Intelligent design and popular culture: The roots of design thinking

Fellow Canadian blogger Kathy Shaidle, the "Relapsed Catholic", wrote recently on Whittaker Chambers, the uncool 1950s guy who blew the whistle on a bunch of American country club Cools who were traitors to the country that had afforded them a fine lifestyle.

Kathy unerringly singles out a stunning passage in Chambers's journey of understanding:

...I date my break from a very casual happening. I was sitting in our apartment on St. Paul Street in Baltimore. It was shortly before we moved to Alger Hiss's apartment in Washington. My daughter was in her high chair. I was watching her eat. She was the most miraculous thing that had ever happened in my life. I like to watch her even when she smeared porridge on her face or dropped it meditatively on the floor. My eye came to rest on the delicate convolutions of her ear -- those intricate, perfect ears. The thought passed through my mind: 'No, those ears were not created by any chance coming together of atoms in nature (the Communist view). They could have been created only by immense design.' The thought was involuntary and unwanted. I crowded it out of my mind. If I had completed it, I should have had to say: Design presupposes God. I did not know that, at that moment, the finger of God was first laid upon my forehead.

Shaidle goes on to say:
Today, some of us battle the same enemy Chambers did, just with a different name. Others among us insist, as they did then, that docility and appeasement are the answer -- on our part, naturally, since the real enemy is "us". Despite the book's apocalyptic tone, Witness does not depress, because we have Chambers at an advantage: we know how the story ended, decades after the author's death -- with the fall of a wall "experts" believed, right up to the moment the first sledgehammer struck, would never crumble. A civilization that could produce a book like Witness is one worth fighting for. Chambers' masterpiece teaches us not just why we should fight, but how one man fought: as a lonely, despised herald to the painful truth that eventually set millions free.

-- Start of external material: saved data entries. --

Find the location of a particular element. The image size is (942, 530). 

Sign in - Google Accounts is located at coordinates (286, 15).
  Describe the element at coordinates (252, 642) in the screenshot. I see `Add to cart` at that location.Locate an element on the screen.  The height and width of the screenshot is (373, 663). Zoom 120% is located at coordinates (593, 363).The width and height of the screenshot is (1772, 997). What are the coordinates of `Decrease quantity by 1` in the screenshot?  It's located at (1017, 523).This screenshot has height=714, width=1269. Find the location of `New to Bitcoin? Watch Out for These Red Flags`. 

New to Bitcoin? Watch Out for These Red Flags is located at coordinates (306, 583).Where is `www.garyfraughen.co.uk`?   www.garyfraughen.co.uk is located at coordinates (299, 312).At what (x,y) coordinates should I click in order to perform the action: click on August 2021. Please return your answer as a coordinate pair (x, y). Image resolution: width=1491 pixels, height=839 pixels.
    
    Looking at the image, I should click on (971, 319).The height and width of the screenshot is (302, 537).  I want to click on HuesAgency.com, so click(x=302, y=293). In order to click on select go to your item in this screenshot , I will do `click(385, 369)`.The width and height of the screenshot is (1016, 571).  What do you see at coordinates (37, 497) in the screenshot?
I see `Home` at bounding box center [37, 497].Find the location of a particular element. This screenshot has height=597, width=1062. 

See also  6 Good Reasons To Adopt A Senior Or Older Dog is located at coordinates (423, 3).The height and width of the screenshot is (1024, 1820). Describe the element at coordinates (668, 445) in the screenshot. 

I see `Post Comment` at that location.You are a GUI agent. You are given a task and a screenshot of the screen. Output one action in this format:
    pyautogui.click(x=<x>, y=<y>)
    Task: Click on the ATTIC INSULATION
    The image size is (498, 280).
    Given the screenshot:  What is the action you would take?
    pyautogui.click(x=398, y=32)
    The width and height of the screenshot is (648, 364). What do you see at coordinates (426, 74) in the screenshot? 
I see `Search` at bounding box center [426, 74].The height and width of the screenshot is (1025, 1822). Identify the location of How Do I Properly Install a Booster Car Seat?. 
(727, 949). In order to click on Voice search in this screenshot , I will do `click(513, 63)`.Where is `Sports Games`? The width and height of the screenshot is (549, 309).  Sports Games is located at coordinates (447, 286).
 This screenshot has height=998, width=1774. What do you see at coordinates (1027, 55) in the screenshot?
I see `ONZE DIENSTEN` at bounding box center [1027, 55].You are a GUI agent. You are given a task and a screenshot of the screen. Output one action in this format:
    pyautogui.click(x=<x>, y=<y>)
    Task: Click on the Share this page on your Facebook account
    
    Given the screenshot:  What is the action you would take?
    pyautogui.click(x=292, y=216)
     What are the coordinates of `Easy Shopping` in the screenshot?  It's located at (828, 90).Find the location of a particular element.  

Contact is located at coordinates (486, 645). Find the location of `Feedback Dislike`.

What I find interesting about this is the way people are beginning to connect the dots. What might design mean? What might no design mean? Whether you believe in God or not, evidence of design underwrites moral responsibility because it implies that there really could be truth, as opposed to competitive lies.
If you like this blog, check out my book on the intelligent design controversy, By Design or by Chance?. You can read excerpts as well.